Case in point: A year ago, Square unveiled its Cash Card, a prepaid debit card for anyone who wanted one. The feature added to the functionality of an actual, physical card to the company’s Cash App, which lets account holders receive, store and spend money just from one digital account.

Square’s card gives its customers the ease and familiar comfort of using actual plastic they can hold in their hand rather than force the use of a smartphone code to buy goods and services.

And that’s what they’re doing. In June, Square’s Cash Card holders used them to make $250 million worth of purchases. Each transaction puts a few pennies in Square’s coffers.

It’s not just ease of use for consumers that’s driving strong growth for Square, though. The company is also thinking about what its small business customers struggle with on a daily basis, coming up with solutions. One of those solutions is a platform called Caviar, aimed at restaurants.

Caviar, in simplest terms, is a tool that helps restaurants manage deliveries and handle phoned-in orders. Customers love it because it takes a big burden off their plate. Square loves it because it translates into recurring revenue.

Square’s small-business offerings extend beyond Caviar, however. Inventory-management tools and microloans are also available that just so happen to integrate nicely with the company’s point-of-sale hardware and its payment-processing service.

The common element of Square’s innovations? They’re all either mobile minded, allow for automation, or both.

It’s a very 21st-century kind of thing, even if most onlookers don’t realize it. Indeed, the average consumer has almost forgotten there was a time not that long ago when smartphones didn’t exist. There was a time not much longer before that when e-commerce wasn’t a thing. A great deal of work was done manually then, and little was offered in the way of real-time cash management.

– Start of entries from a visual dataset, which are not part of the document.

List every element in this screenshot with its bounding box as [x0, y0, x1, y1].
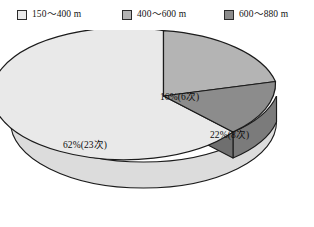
legend-label-150-400: 150～400 m	[32, 9, 81, 20]
pie-svg	[0, 30, 314, 227]
legend-swatch-400-600	[122, 10, 132, 20]
legend-swatch-600-880	[224, 10, 234, 20]
legend-swatch-150-400	[17, 10, 27, 20]
legend-item-400-600: 400～600 m	[122, 9, 186, 20]
pie-body: 16%(6次) 22%(8次) 62%(23次)	[0, 30, 314, 227]
data-label-150-400: 62%(23次)	[63, 140, 107, 151]
data-label-600-880: 22%(8次)	[210, 130, 249, 141]
chart-legend: 150～400 m 400～600 m 600～880 m	[0, 9, 314, 29]
legend-item-150-400: 150～400 m	[17, 9, 81, 20]
legend-item-600-880: 600～880 m	[224, 9, 288, 20]
data-label-400-600: 16%(6次)	[160, 92, 199, 103]
legend-label-600-880: 600～880 m	[239, 9, 288, 20]
pie-chart-figure: 150～400 m 400～600 m 600～880 m	[0, 0, 314, 227]
legend-label-400-600: 400～600 m	[137, 9, 186, 20]
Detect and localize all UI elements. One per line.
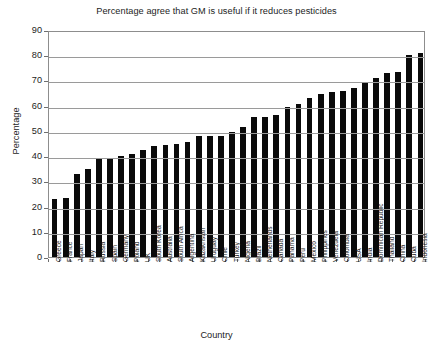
y-tick-label: 0 xyxy=(2,253,42,262)
x-category-label: Uruguay xyxy=(211,237,218,262)
y-tick-label: 20 xyxy=(2,203,42,212)
x-category-label: Poland xyxy=(134,241,141,262)
bar-series xyxy=(49,32,424,257)
x-axis-title: Country xyxy=(0,330,433,340)
y-tick-label: 90 xyxy=(2,26,42,35)
y-tick-label: 40 xyxy=(2,152,42,161)
y-tick-label: 10 xyxy=(2,228,42,237)
x-category-label: Philippines xyxy=(322,230,329,262)
y-tick-mark xyxy=(44,233,48,234)
bar xyxy=(240,127,246,257)
x-category-label: Nigeria xyxy=(245,241,252,262)
x-category-label: Dominican Republic xyxy=(378,203,385,262)
y-tick-mark xyxy=(44,208,48,209)
x-category-label: Cuba xyxy=(411,246,418,262)
x-category-label: Greece xyxy=(56,240,63,262)
gridline xyxy=(49,209,424,210)
bar xyxy=(85,169,91,257)
y-tick-mark xyxy=(44,157,48,158)
y-tick-label: 30 xyxy=(2,177,42,186)
x-category-label: Chile xyxy=(222,247,229,262)
x-category-label: Russia xyxy=(100,242,107,262)
bar xyxy=(273,115,279,258)
chart-title: Percentage agree that GM is useful if it… xyxy=(0,6,433,16)
y-tick-mark xyxy=(44,107,48,108)
x-category-label: Mexico xyxy=(311,241,318,262)
x-category-label: Italy xyxy=(89,250,96,262)
bar xyxy=(395,72,401,257)
bar-chart: Percentage agree that GM is useful if it… xyxy=(0,0,433,354)
bar xyxy=(140,150,146,257)
x-category-label: USA xyxy=(356,248,363,262)
x-category-label: Canada xyxy=(278,239,285,262)
bar xyxy=(340,91,346,257)
y-tick-label: 60 xyxy=(2,102,42,111)
bar xyxy=(218,136,224,257)
y-tick-label: 50 xyxy=(2,127,42,136)
bar xyxy=(406,55,412,257)
y-tick-mark xyxy=(44,132,48,133)
plot-area xyxy=(48,31,425,258)
gridline xyxy=(49,57,424,58)
y-tick-mark xyxy=(44,81,48,82)
x-category-label: Panama xyxy=(289,237,296,262)
x-category-label: Kazakhstan xyxy=(200,228,207,262)
x-category-label: China xyxy=(400,245,407,262)
x-category-label: Japan xyxy=(78,244,85,262)
x-category-label: Venezuela xyxy=(333,231,340,262)
gridline xyxy=(49,82,424,83)
x-category-label: India xyxy=(367,248,374,262)
x-category-label: Spain xyxy=(112,245,119,262)
x-category-label: South Korea xyxy=(156,225,163,262)
x-category-label: France xyxy=(67,241,74,262)
x-category-label: Thailand xyxy=(389,237,396,262)
y-tick-mark xyxy=(44,56,48,57)
y-tick-label: 80 xyxy=(2,51,42,60)
y-tick-mark xyxy=(44,31,48,32)
y-tick-label: 70 xyxy=(2,76,42,85)
x-category-label: Peru xyxy=(300,248,307,262)
bar xyxy=(229,132,235,257)
x-category-label: South Africa xyxy=(178,226,185,262)
x-tick-mark xyxy=(48,259,49,262)
x-category-label: Australia xyxy=(167,236,174,262)
y-tick-mark xyxy=(44,182,48,183)
x-category-label: Germany xyxy=(123,235,130,262)
x-category-label: Turkey xyxy=(234,242,241,262)
gridline xyxy=(49,158,424,159)
x-category-label: Colombia xyxy=(344,234,351,262)
gridline xyxy=(49,133,424,134)
gridline xyxy=(49,234,424,235)
x-category-label: Indonesia xyxy=(422,233,429,262)
bar xyxy=(362,83,368,257)
gridline xyxy=(49,183,424,184)
x-category-label: Argentina xyxy=(189,234,196,262)
x-category-label: Netherlands xyxy=(267,226,274,262)
bar xyxy=(351,88,357,257)
x-category-label: Brazil xyxy=(256,246,263,263)
x-category-label: UK xyxy=(145,253,152,262)
gridline xyxy=(49,108,424,109)
bar xyxy=(251,117,257,257)
bar xyxy=(384,73,390,257)
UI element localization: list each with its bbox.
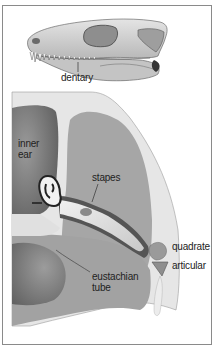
label-eustachian-tube-line1: eustachian bbox=[92, 272, 138, 282]
label-inner-ear-line2: ear bbox=[18, 150, 32, 160]
label-eustachian-tube-line2: tube bbox=[92, 283, 111, 293]
label-dentary: dentary bbox=[61, 73, 93, 83]
label-stapes: stapes bbox=[92, 173, 120, 183]
label-articular: articular bbox=[172, 261, 206, 271]
skull-illustration bbox=[28, 19, 168, 81]
label-quadrate: quadrate bbox=[172, 242, 210, 252]
label-inner-ear-line1: inner bbox=[18, 139, 39, 149]
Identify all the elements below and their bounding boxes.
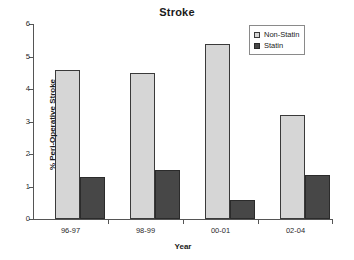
bar-non-statin	[130, 73, 155, 219]
bar-non-statin	[280, 115, 305, 219]
y-tick-label: 3	[26, 117, 30, 126]
legend-swatch-icon	[254, 32, 260, 38]
bar-group-96-97	[33, 24, 108, 219]
legend-swatch-icon	[254, 43, 260, 49]
x-axis-title: Year	[33, 242, 333, 251]
y-tick-0: 0	[33, 219, 34, 220]
bar-statin	[155, 170, 180, 219]
chart-legend: Non-Statin Statin	[249, 25, 305, 55]
y-tick-label: 5	[26, 52, 30, 61]
bar-group-00-01	[183, 24, 258, 219]
x-tick-4	[332, 220, 333, 224]
bar-non-statin	[55, 70, 80, 220]
bar-statin	[305, 175, 330, 219]
y-tick-label: 1	[26, 182, 30, 191]
legend-label: Non-Statin	[264, 30, 299, 39]
y-tick-label: 6	[26, 19, 30, 28]
bar-statin	[80, 177, 105, 219]
bar-group-98-99	[108, 24, 183, 219]
y-axis-title: % Peri-Operative Stroke	[48, 60, 57, 190]
x-category-label-3: 02-04	[258, 226, 333, 235]
stroke-bar-chart: Stroke 0 1 2 3 4 5 6	[0, 0, 354, 260]
x-category-label-2: 00-01	[183, 226, 258, 235]
x-category-label-0: 96-97	[33, 226, 108, 235]
legend-item-non-statin: Non-Statin	[254, 29, 299, 40]
bar-non-statin	[205, 44, 230, 220]
x-tick-3	[258, 220, 259, 224]
legend-item-statin: Statin	[254, 40, 299, 51]
bar-statin	[230, 200, 255, 220]
y-tick-label: 4	[26, 84, 30, 93]
y-tick-label: 0	[26, 214, 30, 223]
y-tick-label: 2	[26, 149, 30, 158]
legend-label: Statin	[264, 41, 283, 50]
x-tick-1	[108, 220, 109, 224]
chart-title: Stroke	[0, 6, 354, 18]
x-tick-2	[183, 220, 184, 224]
x-category-label-1: 98-99	[108, 226, 183, 235]
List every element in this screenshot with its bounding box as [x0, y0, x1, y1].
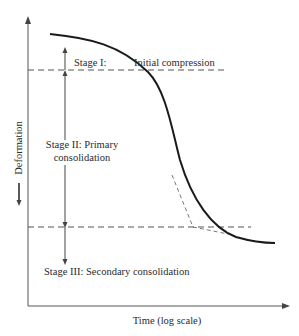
stage-3-label: Stage III: Secondary consolidation [44, 266, 190, 277]
stage-2-label-line1: Stage II: Primary [46, 139, 119, 150]
stage-1-label: Stage I: [74, 57, 106, 68]
tangent-line-steep [172, 175, 193, 227]
stage-1-description: Initial compression [134, 57, 216, 68]
x-axis-label: Time (log scale) [133, 315, 202, 327]
consolidation-diagram: Stage I: Initial compression Stage II: P… [0, 0, 299, 336]
stage-2-label-line2: consolidation [54, 152, 111, 163]
y-axis-label: Deformation [13, 120, 24, 174]
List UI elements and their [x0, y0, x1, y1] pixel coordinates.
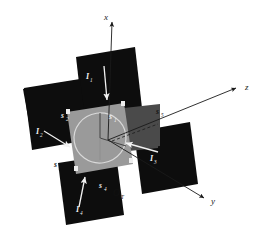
axis-label-x: x	[103, 12, 108, 22]
surface-label-s4-subscript: 4	[104, 186, 107, 192]
corner-tick-top-left	[66, 109, 70, 114]
surface-label-s1-subscript: 1	[114, 117, 117, 123]
surface-label-s3-subscript: 3	[59, 165, 62, 171]
surface-label-s5: s	[155, 107, 159, 116]
surface-label-s2: s	[60, 111, 64, 120]
origin-label: O	[113, 188, 120, 198]
corner-tick-top-right	[121, 101, 125, 106]
corner-tick-bottom-left	[74, 166, 78, 171]
vector-label-I3-subscript: 3	[154, 159, 157, 165]
vector-label-I2-subscript: 2	[40, 132, 43, 138]
surface-label-s3: s	[53, 160, 57, 169]
axis-label-z: z	[244, 82, 249, 92]
corner-tick-bottom-right	[129, 158, 133, 163]
surface-label-s2-subscript: 2	[66, 116, 69, 122]
vector-label-I1-subscript: 1	[90, 77, 93, 83]
surface-label-s4: s	[98, 181, 102, 190]
vector-label-I4-subscript: 4	[80, 210, 83, 216]
axis-label-y: y	[210, 196, 215, 206]
surface-label-s5-subscript: 5	[161, 112, 164, 118]
surface-label-s1: s	[108, 112, 112, 121]
figure-container: x z y O T s 1 s 2 s 3 s 4 s 5 I 1 I 2 I …	[0, 0, 266, 248]
diagram-canvas: x z y O T s 1 s 2 s 3 s 4 s 5 I 1 I 2 I …	[0, 0, 266, 248]
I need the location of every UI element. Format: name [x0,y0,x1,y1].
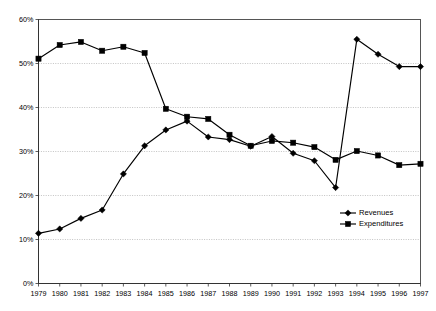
x-axis-tick-label: 1990 [264,289,280,298]
x-axis-tick-label: 1979 [31,289,47,298]
x-axis-tick-label: 1991 [285,289,301,298]
data-point-marker [269,138,274,143]
x-axis-tick-label: 1989 [243,289,259,298]
legend-marker-square [345,221,350,226]
y-axis-tick-label: 40% [19,103,34,112]
data-point-marker [227,132,232,137]
x-axis-tick-label: 1984 [137,289,153,298]
data-point-marker [354,148,359,153]
x-axis-tick-label: 1982 [94,289,110,298]
data-point-marker [184,114,189,119]
x-axis-tick-label: 1983 [115,289,131,298]
data-point-marker [36,56,41,61]
x-axis-tick-label: 1987 [200,289,216,298]
data-point-marker [418,161,423,166]
y-axis-tick-label: 50% [19,59,34,68]
x-axis-tick-label: 1992 [306,289,322,298]
data-point-marker [291,140,296,145]
y-axis-tick-label: 20% [19,191,34,200]
data-point-marker [121,44,126,49]
y-axis-tick-label: 30% [19,147,34,156]
y-axis-tick-label: 10% [19,235,34,244]
x-axis-tick-label: 1981 [73,289,89,298]
legend-label: Expenditures [359,219,404,228]
data-point-marker [248,143,253,148]
x-axis-tick-label: 1985 [158,289,174,298]
data-point-marker [57,42,62,47]
y-axis-tick-label: 0% [23,279,34,288]
data-point-marker [206,116,211,121]
data-point-marker [142,50,147,55]
x-axis-tick-label: 1988 [222,289,238,298]
legend-label: Revenues [359,208,393,217]
data-point-marker [312,145,317,150]
x-axis-tick-label: 1995 [370,289,386,298]
data-point-marker [333,157,338,162]
chart-container: 0%10%20%30%40%50%60% 1979198019811982198… [0,0,436,311]
data-point-marker [163,106,168,111]
x-axis-tick-label: 1993 [328,289,344,298]
data-point-marker [78,39,83,44]
data-point-marker [100,48,105,53]
x-axis-tick-label: 1994 [349,289,365,298]
x-axis-tick-label: 1986 [179,289,195,298]
chart-background [0,0,436,311]
data-point-marker [397,163,402,168]
x-axis-tick-label: 1997 [413,289,429,298]
x-axis-tick-label: 1996 [391,289,407,298]
line-chart: 0%10%20%30%40%50%60% 1979198019811982198… [0,0,436,311]
x-axis-tick-label: 1980 [52,289,68,298]
y-axis-tick-label: 60% [19,15,34,24]
data-point-marker [375,153,380,158]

That’s all changed and is still changing. But, Square has largely foreseen this paradigm shift and correctly predicted what consumers and small business would (and wouldn’t) want. Mostly, consumers and small proprietors just want buying and selling to work so well that they don’t even notice the process.

It’s a reflection of the digitally managed, automated lifestyle we’re enjoying in 2018 that wouldn’t have been possible just a few years prior.

Bottom Line for SQ Stock

Don’t misread the message. While Square has arguably faded into the background just as planned — where it can quietly thrive — competitors have taken notice.

PayPal (NASDAQ:PYPL) has added a physical debit card option to Venmo to counter Square’s Cash App debit card. Caviar competes with a platform called Xenial, from Global Payments (NYSE:GPN), which was built from the ground up as a restaurant-specific tool. Both of these alternatives, and others, pose a threat to Square’s growth potential.

But on balance, SQ stock owners can take some solace in knowing that Square is leading the charge on the innovation front by thinking proactively rather than reactively. It’s an edge that should keep Square in high-growth mode while its competitors stumble over their own size and hesitation.

But the rich valuation for SQ stock? Buckingham Research Group analyst Chris Brendler may have the most cogent take on the matter, recently noting, “While we still have some concerns about sharply rising expectations against a no-room-for-error valuation, we see no reason why SQ won’t continue to report better-than-expected core revenue growth into 2020.”

In other words, strong growth has overridden valuation concerns so far. Why would that stop being the case now?